In the study presented here, very few subjects had either normoalbuminuria or microalbuminuria and low eGFR, so risk estimates for these groups are imprecise. However, among those with macroalbuminuria, estimates of risk are robust. A previous study in this population found that GFR, measured by urinary clearance of intravenously infused iothalamate, tends to decline consistently only after development of macroalbuminuria (20 ). Taken together, these studies suggest high risk of ESRD in albuminuric patients, regardless of GFR. Thus, inclusion of albuminuria in risk assessment may be useful for identifying opportunities to intervene at earlier stages of diabetic kidney disease (21 ). In fact, on the basis of clinical trials of angiotensin II receptor antagonists, which show a large residual effect of albuminuria on ESRD risk, albuminuria itself may be a target for treatment (22 ).
Our classification of albuminuria was based on a single measurement, in contrast to clinical practice, in which at least two measurements are required. Nonetheless, a single measure of urinary albumin provides a great deal of predictive information. A previous study in this population suggests that prior measurements add little to predictive power of the most recent measurement (23 ).
In the study presented here, an interaction was observed between eGFR and albuminuria, such that predictive value of eGFR was greatest among those with macroalbuminuria. Previous studies have also observed statistically significant interactions among these variables, but the direction of interaction has been inconsistent. The Norwegian study found an interaction similar to the one observed in the study presented here (2 ), whereas the Canadian study found an interaction such that the hazard ratio for developing ESRD associated with low eGFR was greatest among those with normal urinary protein (1 ). In ADVANCE there was no statistically significant interaction (5 ).

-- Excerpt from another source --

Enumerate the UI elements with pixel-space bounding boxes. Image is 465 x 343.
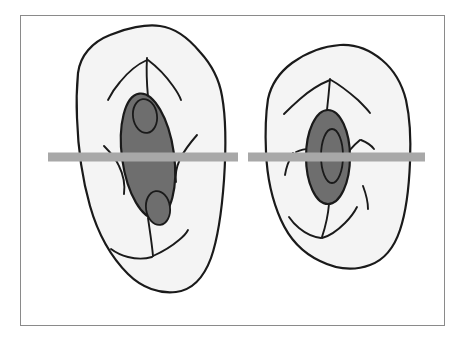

In all studies of ESRD risk associated with eGFR and albuminuria, the effect of competing hazards may bias estimates of risk. Because elevated albuminuria and low eGFR are also risk factors for nonrenal diseases, associated differential mortality in high-risk individuals may confound hazard ratio estimates for ESRD. Given relatively low rates of cardiovascular disease in Pima Indians in the absence of ESRD (24 , 25 ), the influence of competing hazards may be somewhat less in this population than in others. At any rate, the strong associations of albuminuria and eGFR measures with mortality suggest these are general markers of prognosis in Pimas with T2DM.
In conclusion, albuminuria and eGFR predict kidney failure in Pima Indians with T2DM, and a combined measure of albuminuria and eGFR is a significantly better predictor of ESRD than either measure alone.
Disclosures
None.
Acknowledgments
This research was supported by the Intramural Research Program of the National Institute of Diabetes and Digestive and Kidney Diseases. The authors thank members of the Gila River Indian Community for participating in this investigation and the staff involved in collecting and processing data. Part of this material was presented at the 69th Annual Scientific Meeting of the American Diabetes Association, June 7, 2009, New Orleans, LA.